The route usually depends on showing that the business benefits the Polish economy. That can mean meeting income thresholds, employing qualifying workers, or credibly showing that the business will meet those standards through investment, innovation, technology transfer, or job creation.
Eligibility
You may be a fit if:
- You will conduct business activity in Poland through a qualifying structure or role.
- The business has Polish registration or can be properly registered.
- The business meets, or can credibly show it will meet, the economic-benefit standard.
- You can show stable income, health insurance, and a place to live.
- You can document the business activity and your role in it.
What This Route Allows
This route can support temporary residence in Poland tied to real business activity.

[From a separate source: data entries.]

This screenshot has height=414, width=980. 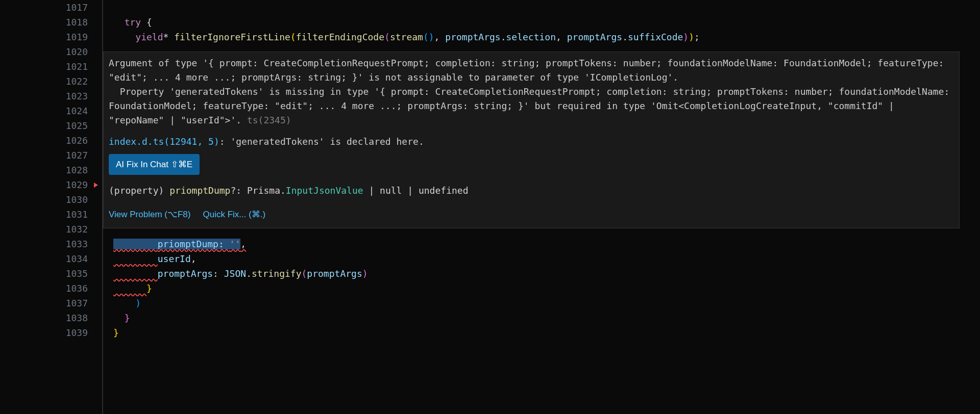 What do you see at coordinates (547, 303) in the screenshot?
I see `code-line: )` at bounding box center [547, 303].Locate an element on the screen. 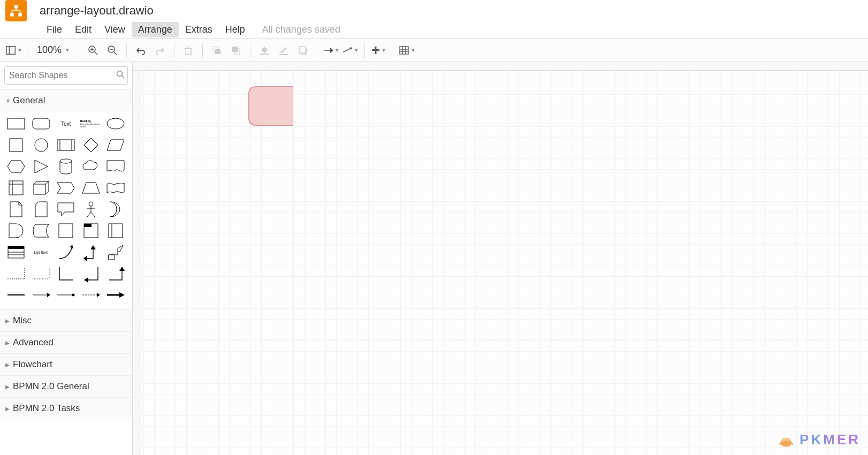 This screenshot has width=868, height=455. shape-rectangle is located at coordinates (16, 124).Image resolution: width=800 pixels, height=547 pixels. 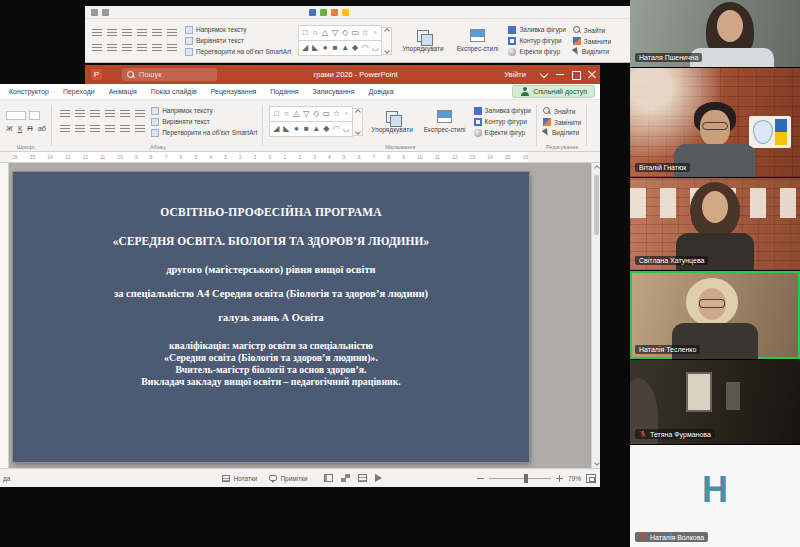 I want to click on ribbon-tab: Рецензування, so click(x=234, y=92).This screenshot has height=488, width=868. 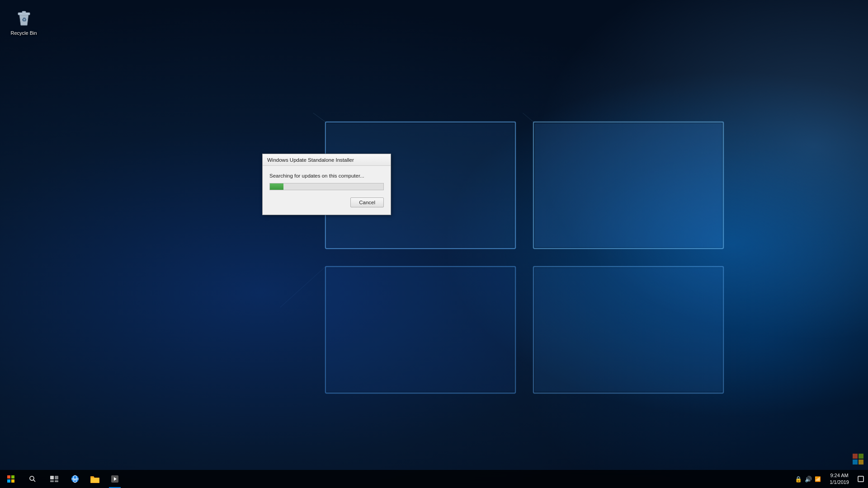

If the business and residence remain viable, it can be part of a longer residence strategy.
What This Route Is Not
This is not a simple startup visa, passive-investment visa, or remote-work permit. A foreign freelancer working only for foreign clients may need a different strategy unless there is real Polish business activity.
Next Steps
- Define the Polish business activity and your legal role in it.
- Gather company, registration, shareholder, management, or CEIDG records.
- Prepare business evidence showing income, employment, investment, innovation, growth, or job creation.
- Gather personal support documents, including income, insurance, and housing.
- File with the competent voivodeship office while your stay in Poland is legal.